Once More: The Value of History and Context

Last week, Mitt Romney directed that Obama “take your campaign of division and anger and hate back to Chicago.”

For good and bad, ‘division and anger’ have always been part of American politics. Take the case of Alexander Hamilton. He was called “Tom S**t” in one New York paper, was accused of having African ancestry (shades of ‘born in Kenya’), and was accused both of being a bastard and a foreigner. He could give as well as receive (one of the reasons for the anger against him), but could also move into something more substantial… including the Federalist Papers.

With ratification of the Constitution came no diminution of rancorous and mean debate. In The Commercialization of News in the Nineteenth Century, Gerald Baldasty writes about the editors of the early Republic, men who were also, for the most part, directly involved in politics:

Editors did not debate in some idealistic desire to create a vast marketplace of ideas. Rather, they argued with one another because they wanted power. They were highly opinionated and interpreted events within their partisan ideology.

They, too, Baldasty goes on to say, “produced fervent and wide-ranging debate about political issues.”

We remember the positive from the past but tend to forget that it was accompanied by much that was, by any definition, unseemly.
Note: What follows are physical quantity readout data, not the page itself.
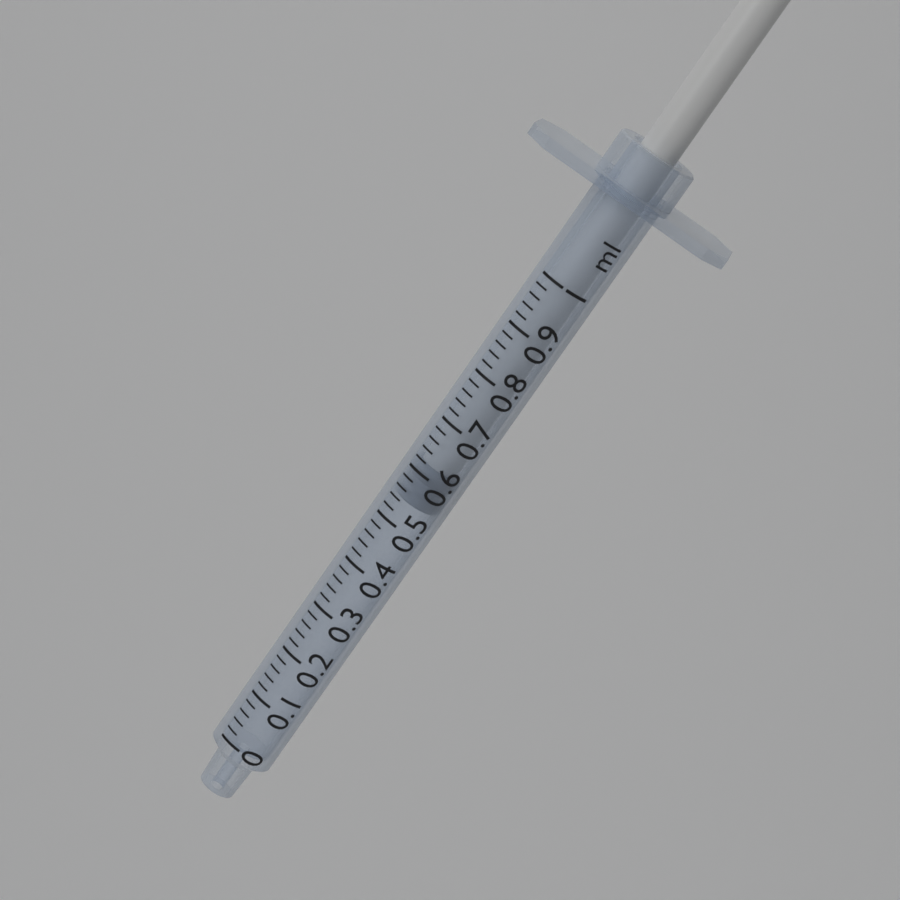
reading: 0.54 ml
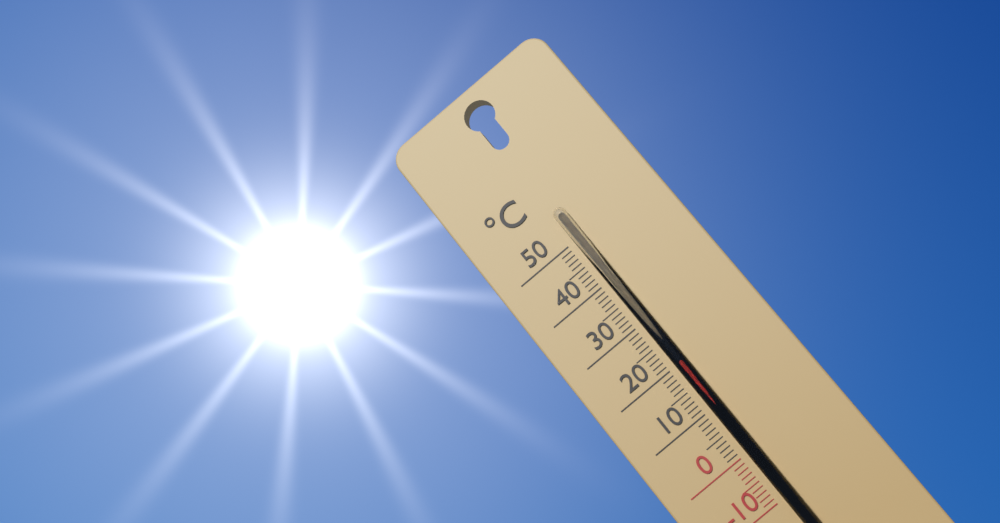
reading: 20 °C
We also forget that one has never existed without the other. Scratch our most saintly politicians (even our Founding Fathers) and you will find a gutsy and nasty street-fighter within.

This is not to say that ‘everybody does it, so it’s OK.’ It is only to provide a historical context for what is happening now, showing that what we are experiencing, politically, is not cataclysmic or even unusual. Our democracy has survived the low blows of its politicians for over two centuries. If it is ever brought down, it won’t be because of these.